Intermediate User's Guide to Microsoft Word (supplemented version of
Microsoft's Legal Users' Guide) http://addbalance.com/usersguide




--------- --------- --------- --------- --------- ---------
This message is posted to a newsgroup. Please post replies
and questions to the newsgroup so that others can learn
from my ignorance and your wisdom.


Julian Mander said:
I'm using the cursor up, down, left and right keys to move character by
character or line by line through the document. I can be in the middle
of
a
block of text with Normal style, move up one line to a piece of text
that
is
Heading 2, and suddenly find myself 3 paragraphs higher.
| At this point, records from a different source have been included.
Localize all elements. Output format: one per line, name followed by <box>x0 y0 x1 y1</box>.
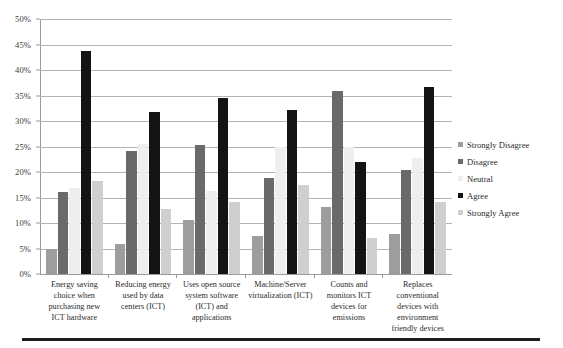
plot-area <box>40 19 452 274</box>
x-axis-category-label: Energy saving choice when purchasing new… <box>40 279 109 334</box>
bar <box>115 244 126 274</box>
bar <box>275 147 286 275</box>
bar <box>58 192 69 274</box>
y-axis-tick-label: 5% <box>19 244 31 254</box>
bar <box>69 188 80 274</box>
y-axis-tick-label: 10% <box>15 218 31 228</box>
bar <box>218 98 229 274</box>
legend-label: Neutral <box>467 174 493 184</box>
bar-group <box>109 19 178 274</box>
bar <box>401 170 412 274</box>
bar <box>252 236 263 274</box>
bar <box>46 249 57 275</box>
legend-label: Agree <box>467 191 488 201</box>
y-axis-tick-label: 20% <box>15 167 31 177</box>
bar <box>367 238 378 274</box>
bar <box>183 220 194 274</box>
legend-item[interactable]: Agree <box>458 187 563 204</box>
bar <box>332 91 343 274</box>
bar <box>92 181 103 274</box>
bar-group <box>177 19 246 274</box>
bottom-divider-rule <box>22 338 540 341</box>
bar <box>126 151 137 274</box>
bar <box>195 145 206 274</box>
bar <box>355 162 366 274</box>
bar <box>229 202 240 274</box>
x-axis-category-label: Counts and monitors ICT devices for emis… <box>315 279 384 334</box>
bar <box>81 51 92 274</box>
legend-item[interactable]: Disagree <box>458 153 563 170</box>
bar <box>412 158 423 274</box>
bar <box>389 234 400 274</box>
x-axis-category-label: Replaces conventional devices with envir… <box>383 279 452 334</box>
legend-item[interactable]: Strongly Agree <box>458 204 563 221</box>
x-axis-category-label: Uses open source system software (ICT) a… <box>177 279 246 334</box>
x-axis-group-separator <box>176 274 177 278</box>
legend-item[interactable]: Strongly Disagree <box>458 136 563 153</box>
legend-swatch-icon <box>458 210 463 215</box>
y-axis-tick-label: 15% <box>15 193 31 203</box>
x-axis-category-label: Reducing energy used by data centers (IC… <box>109 279 178 334</box>
bar <box>161 209 172 274</box>
x-axis-category-labels: Energy saving choice when purchasing new… <box>40 279 452 334</box>
bar <box>298 185 309 274</box>
bar <box>206 191 217 274</box>
y-axis-tick-label: 50% <box>15 14 31 24</box>
bar <box>435 202 446 274</box>
x-axis-group-separator <box>314 274 315 278</box>
bar <box>287 110 298 274</box>
y-axis-tick-label: 45% <box>15 40 31 50</box>
x-axis-group-separator <box>108 274 109 278</box>
bar <box>424 87 435 274</box>
x-axis-category-label: Machine/Server virtualization (ICT) <box>246 279 315 334</box>
y-axis-tick-label: 0% <box>19 269 31 279</box>
y-axis-tick-label: 35% <box>15 91 31 101</box>
bar <box>138 144 149 274</box>
legend-swatch-icon <box>458 159 463 164</box>
legend-swatch-icon <box>458 142 463 147</box>
bar <box>321 207 332 274</box>
bar <box>264 178 275 274</box>
y-axis-tick-label: 25% <box>15 142 31 152</box>
y-axis-tick-labels: 50%45%40%35%30%25%20%15%10%5%0% <box>0 19 36 274</box>
x-axis-group-separator <box>245 274 246 278</box>
legend-swatch-icon <box>458 193 463 198</box>
bar-group <box>246 19 315 274</box>
legend-item[interactable]: Neutral <box>458 170 563 187</box>
legend-swatch-icon <box>458 176 463 181</box>
bar <box>149 112 160 274</box>
bar-chart-figure: 50%45%40%35%30%25%20%15%10%5%0% Energy s… <box>0 0 563 348</box>
y-axis-tick-label: 30% <box>15 116 31 126</box>
legend-label: Strongly Disagree <box>467 140 529 150</box>
y-axis-tick-label: 40% <box>15 65 31 75</box>
legend-label: Disagree <box>467 157 498 167</box>
bar-group <box>315 19 384 274</box>
legend-label: Strongly Agree <box>467 208 519 218</box>
chart-legend: Strongly DisagreeDisagreeNeutralAgreeStr… <box>458 136 563 221</box>
x-axis-group-separator <box>382 274 383 278</box>
bar <box>344 147 355 275</box>
bar-groups <box>40 19 452 274</box>
bar-group <box>383 19 452 274</box>
bar-group <box>40 19 109 274</box>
I can scroll
down
line by line with the cursor down key back to the same point, but move
one
line down and try to come back up again, and Word jumps again.
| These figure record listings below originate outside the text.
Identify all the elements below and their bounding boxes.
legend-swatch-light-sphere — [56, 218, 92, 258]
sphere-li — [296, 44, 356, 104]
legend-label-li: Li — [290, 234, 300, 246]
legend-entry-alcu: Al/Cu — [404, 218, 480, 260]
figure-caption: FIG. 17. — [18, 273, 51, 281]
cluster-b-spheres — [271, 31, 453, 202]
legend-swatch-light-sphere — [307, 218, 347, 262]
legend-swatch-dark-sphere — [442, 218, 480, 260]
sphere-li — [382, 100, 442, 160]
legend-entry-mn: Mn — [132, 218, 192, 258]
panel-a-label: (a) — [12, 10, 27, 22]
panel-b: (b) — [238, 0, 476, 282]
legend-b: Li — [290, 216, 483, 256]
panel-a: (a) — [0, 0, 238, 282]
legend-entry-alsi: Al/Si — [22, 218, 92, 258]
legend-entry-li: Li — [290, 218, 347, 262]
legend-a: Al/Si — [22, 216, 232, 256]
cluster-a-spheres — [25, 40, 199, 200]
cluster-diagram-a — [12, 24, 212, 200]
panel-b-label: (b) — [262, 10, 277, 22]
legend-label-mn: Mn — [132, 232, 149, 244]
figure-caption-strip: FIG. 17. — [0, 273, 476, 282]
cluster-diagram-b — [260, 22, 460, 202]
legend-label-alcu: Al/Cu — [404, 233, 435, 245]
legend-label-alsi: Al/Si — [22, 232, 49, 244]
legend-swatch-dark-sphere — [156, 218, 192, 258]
The jump points are always with text.

[P.S. I only mentioned the Ctrl-1 through 3 keypresses to point out
that I
use these three heading styles precisely because they ARE mapped by
default
to Word. I sometimes use re-assign Ctrl-N (for Normal) from its default
View:Normal to instead use style: normal, as a useful extension to
these
Heading style assignments].

:

I have been using heading styles since 1995 in Word and never observed
the
behavior you describe.
This is with Word 6, Word 97, Word 2000, Word 2002, and Word 2003. I
have
never heard anyone else describe this problem either. That doesn't
mean
it
isn't a problem for you.

When you say: "When you scroll up and down through a document, moving
onto
and
off these headings" could you tell us exactly what it is you are
doing?
Are
you using the up and down arrows to move through your document?
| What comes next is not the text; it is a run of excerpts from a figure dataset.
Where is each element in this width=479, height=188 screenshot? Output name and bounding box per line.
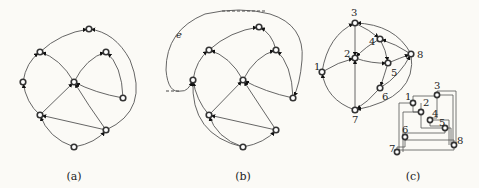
node-5 xyxy=(385,60,391,66)
node xyxy=(71,144,77,150)
ortho-label-7: 7 xyxy=(389,143,395,154)
node-label-2: 2 xyxy=(344,48,350,59)
caption-a: (a) xyxy=(66,170,81,183)
ortho-label-6: 6 xyxy=(402,124,408,135)
ortho-label-1: 1 xyxy=(405,91,411,102)
node xyxy=(273,47,279,53)
node-label-5: 5 xyxy=(391,67,397,78)
panel-a: (a) xyxy=(20,26,136,183)
node-label-6: 6 xyxy=(382,91,388,102)
ortho-label-4: 4 xyxy=(432,108,438,119)
node-6 xyxy=(377,85,383,91)
node xyxy=(273,127,279,133)
node xyxy=(71,79,77,85)
node-4 xyxy=(377,36,383,42)
node xyxy=(256,24,262,30)
node xyxy=(206,112,212,118)
figure-canvas: (a) e xyxy=(0,0,479,188)
ortho-node-3 xyxy=(434,92,439,97)
panel-c: 1 2 3 4 5 6 7 8 xyxy=(314,7,463,183)
node-3 xyxy=(352,20,358,26)
panel-b-edges xyxy=(166,10,302,147)
ortho-label-3: 3 xyxy=(434,80,440,91)
node xyxy=(20,79,26,85)
panel-b: e xyxy=(166,10,302,183)
panel-a-nodes xyxy=(20,26,126,150)
node xyxy=(86,26,92,32)
node xyxy=(37,112,43,118)
caption-b: (b) xyxy=(235,170,251,183)
node xyxy=(240,77,246,83)
node-7 xyxy=(352,107,358,113)
panel-a-edges xyxy=(23,29,136,147)
node xyxy=(290,95,296,101)
ortho-node-8 xyxy=(451,142,456,147)
node xyxy=(190,77,196,83)
panel-b-nodes xyxy=(190,24,296,150)
node xyxy=(103,49,109,55)
node xyxy=(206,47,212,53)
node-label-8: 8 xyxy=(417,49,423,60)
ortho-label-8: 8 xyxy=(457,135,463,146)
caption-c: (c) xyxy=(406,170,421,183)
node xyxy=(37,49,43,55)
node-label-7: 7 xyxy=(352,114,358,125)
node-8 xyxy=(408,51,414,57)
node xyxy=(103,127,109,133)
node xyxy=(240,144,246,150)
ortho-label-2: 2 xyxy=(423,97,429,108)
ortho-label-5: 5 xyxy=(439,117,445,128)
panel-c-edges xyxy=(322,23,412,110)
node-2 xyxy=(352,55,358,61)
ortho-node-2 xyxy=(418,109,423,114)
node-label-3: 3 xyxy=(351,7,357,18)
panel-c-orthogonal: 1 2 3 4 5 6 7 8 xyxy=(389,80,463,155)
node-label-1: 1 xyxy=(314,61,320,72)
node-label-4: 4 xyxy=(369,36,375,47)
ortho-node-6 xyxy=(402,134,407,139)
panel-c-nodes xyxy=(319,20,414,113)
node xyxy=(120,95,126,101)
Do the points that the insertion point jumps over contain text or are
they
simply blank areas of the document?

If the latter, this is not a bug. There is nothing there. If this is
what
is
happening, write back and I'll explain more.
--
Charles Kenyon

Word New User FAQ & Web Directory: http://addbalance.com/word

Intermediate User's Guide to Microsoft Word (supplemented version of
Microsoft's Legal Users' Guide) http://addbalance.com/usersguide




--------- --------- --------- --------- --------- ---------
This message is posted to a newsgroup. Please post replies
and questions to the newsgroup so that others can learn
from my ignorance and your wisdom.



message
Ever since Word 97, through 2000 and now to Office XP, Word has
consistently
demonstrated a bug when using styles. I regularly set up Heading 1,
2,
3
with
keyboard shortcuts Alt-F1, Alt-F2, Alt-F3 to enable to put together
documents
and minutes of meetings quickly. A finished document will typically
having
one instance of Heading 1, a couple of dozen Heading 2, and half a
dozen
Heading 3. When you scroll up and down through a document, moving
onto
and
off these headings, Word occasionally gets 'confused' as to where it
should
go next, and jumps by a page or two to an unrelated part of the
documetn.
You
can move fine throughout the whole document page-upping and
page-downing,
but
when you are scrolling up with the cursor keys through the text, it
is
as
if
word corrupts a pointer assignment from one heading line to next
part
of
the
text, so you suddenly find yourself jumping. When this occurs, you
can
consistently repeat the problem from above and below the point, and
Word
just
jumps the cursor position when you hit the corruption. The only way
to
get
to
where you are trying to get to, is to use the scroll bar to shift
the
document and then insert the cursor at the text point required.
[I'd hoped this would have been reported years ago and sorted, but
it's
still occurring. Any hope for the next version?]

----------------
This post is a suggestion for Microsoft, and Microsoft responds to
the
suggestions with the most votes. To vote for this suggestion, click
the
"I
Agree" button in the message pane. If you do not see the button,
follow
this
link to open the suggestion in the Microsoft Web-based Newsreader
and
then
click "I Agree" in the message pane.

http://www.microsoft.com/office/com...a&dg=microsoft.public.word.application.errors
 

Ask a Question

Want to reply to this thread or ask your own question?

You'll need to choose a username for the site, which only take a couple of moments. After that, you can post your question and our members will help you out.